In January 2010, when a devastating earthquake tore Haiti apart, 20,000 U.S. troops were dispatched to the Caribbean island to help residents, many of whom live in dire poverty even in the best circumstances, get back on their feet. Seven years later, Puerto Ricans are facing suffering that almost certainly matches that of Haiti’s at the turn of the decade. It’s all thanks to Hurricane Maria, which tore across the island last month shortly after Hurricane Irma left its mark on its way to Florida.

The toll has been, from all accounts, unrelievedly grim.

Some experts say a deployment of 50,000 U.S. troops is necessary for Puerto Rico in order to get shattered hospitals back to a level of bare functionality, construct tent cities and get power generators humming.

Further estimates have put the restoration of power at six months.

And we thought we had it bad when “Snowmageddon” knocked out power for a fews days here in 2010. Communications within Puerto Rico is threadbare or nonexistent, dams are threatened, potable water is at a premium, its infrastructure has been laid to waste and supplies are slow in arriving. Some observers believe it will soon slide into the realm of a full-blown huminitarian crisis and, at the very least, set the island back 20 or 30 years.

By the end of last week, the Trump administration was being criticized for a dilatory response, even as it received relatively solid marks for its response to the hurricanes that hammered Florida and Texas. Some of the president’s critics suggested that he was slow off the mark because he either wasn’t aware that Puerto Ricans were U.S. citizens or, even worse, he was disinterested because the island’s inhabitants are Spanish-speaking and have no say in presidential elections.
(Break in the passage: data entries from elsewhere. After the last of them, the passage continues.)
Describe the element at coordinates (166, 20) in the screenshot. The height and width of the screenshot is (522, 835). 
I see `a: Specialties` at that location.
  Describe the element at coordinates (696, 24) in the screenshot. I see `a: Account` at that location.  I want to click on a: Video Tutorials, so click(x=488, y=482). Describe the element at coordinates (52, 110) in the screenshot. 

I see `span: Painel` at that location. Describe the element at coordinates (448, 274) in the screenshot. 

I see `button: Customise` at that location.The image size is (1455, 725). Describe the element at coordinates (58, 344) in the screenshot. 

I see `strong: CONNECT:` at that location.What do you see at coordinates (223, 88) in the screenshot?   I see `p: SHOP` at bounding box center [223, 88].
Some of President Trump’s detractors also suggested that he was too engrossed in his manufactured, culture-war skirmish about NFL players taking a knee during the national anthem to devote his full attention to the plight of Puerto Rico. If so, he had some accomplices in the media, since, by some estimates, network news broadcasts were devoting a fourfold amount of time to the NFL fracas last weekend than the ruins of Puerto Rico.

A presidential trip to Puerto Rico is apparently on tap for this week, and Thursday Trump agreed to waive a century-old law, the Jones Act, requiring goods being shipped from one port to another in the United States be carried by American-made and operated vessels.

Julio Ricardo Varela, the co-host of the In the Thick podcast, pointed out in The Washington Post that the United States “may not like to see itself as the type of nation that has colonies, but if you’re not treating Puerto Rico and its American citizens the same way as you treat states and theirs, that’s the only explanation. The island always struggles to get federal aid for natural disasters that flows virtually automatically to people on the mainland. Maria is the worst example, but it’s hardly the first.”

Puerto Rico has many long-running problems, from a sluggish economy to a mountain of debt. But stitching the island back together after Maria may be the most daunting challenge of all. It will need all the help from Washington, D.C., it can get.